The resurrection of Jesus: 4 classic reasons to believe it
As unlikely as it may seem, the resurrection of Jesus from the dead seems to be the most compelling explanation of minimal historical facts:
- Jesus died on the cross and was buried. Some people dispute that Jesus died on the cross and was buried, and yet his death is one of the established facts of first-century history. Some people believe that Jesus merely swooned on the cross and later revived. However, Jesus's injuries were so traumatic as to preclude revival in a cool, damp tomb.
- Jesus's tomb was empty and no one produced the body. From earliest times, the tomb was recorded as being empty. The early rumor was that the disciples had stolen the body. However, the earliest and most central message proclaimed boldly by Jesus's followers by the mid-first century was that Jesus had risen from the dead. The proclamation was unpopular in the extreme with the authorities, to the point of persecution and death. It could have been quashed immediately if the tomb were not empty and if an opponent had produced the body.
- Jesus’s disciples believed that they saw him resurrected from the dead. Literally hundreds of eyewitnesses are recorded to have seen him after his death (1 Corinthians 15:6).
- The transformation of these disciples from cowering, fearful, and confused to bold, fearless announcers of the resurrection is truly remarkable and hard to explain (Acts 4:13). The notion that all of these Jesus followers hallucinated seems incredible in the extreme. How were they able to touch him and eat with him, if it were merely a hallucination?
These four facts clearly point to the resurrection of Jesus: he died and was buried; the tomb is empty; hundreds of eye-witnesses saw him after his death; the fearful closest followers suddenly transformed to bold announcers.
This article was based in part on my book: Five Languages of Evidence: How to Speak about Reasons for Christianity in a Post-truth World. Currently unpublished; available upon request.
Note: This is the second post in a blog series I’m calling “Faith Matters.” I intend to look at topics related to Christian evidences, book reviews, and aesthetic evidences that Jesus is real and the Bible is true.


▶ **WHAT YOU WILL DO**: Below is a block of data; give all of it again word for word.

** PROVIDED RECORDS follows **

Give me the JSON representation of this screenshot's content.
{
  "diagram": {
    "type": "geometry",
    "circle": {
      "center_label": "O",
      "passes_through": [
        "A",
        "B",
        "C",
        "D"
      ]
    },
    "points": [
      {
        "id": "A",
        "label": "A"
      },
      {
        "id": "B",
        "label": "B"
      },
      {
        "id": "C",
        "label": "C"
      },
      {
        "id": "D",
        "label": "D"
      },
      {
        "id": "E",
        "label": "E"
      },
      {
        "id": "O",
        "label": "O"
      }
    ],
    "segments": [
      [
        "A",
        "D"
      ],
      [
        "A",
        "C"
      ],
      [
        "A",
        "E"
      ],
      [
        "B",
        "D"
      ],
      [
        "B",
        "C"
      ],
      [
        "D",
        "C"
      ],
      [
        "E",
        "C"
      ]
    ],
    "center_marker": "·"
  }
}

** End of PROVIDED RECORDS **

▶ **ANSWER SPACE**:
Give me the JSON representation of this screenshot's content.
{
  "diagram": {
    "type": "geometry",
    "circle": {
      "center_label": "O",
      "passes_through": [
        "A",
        "B",
        "C",
        "D"
      ]
    },
    "points": [
      {
        "id": "A",
        "label": "A"
      },
      {
        "id": "B",
        "label": "B"
      },
      {
        "id": "C",
        "label": "C"
      },
      {
        "id": "D",
        "label": "D"
      },
      {
        "id": "E",
        "label": "E"
      },
      {
        "id": "O",
        "label": "O"
      }
    ],
    "segments": [
      [
        "A",
        "D"
      ],
      [
        "A",
        "C"
      ],
      [
        "A",
        "E"
      ],
      [
        "B",
        "D"
      ],
      [
        "B",
        "C"
      ],
      [
        "D",
        "C"
      ],
      [
        "E",
        "C"
      ]
    ],
    "center_marker": "·"
  }
}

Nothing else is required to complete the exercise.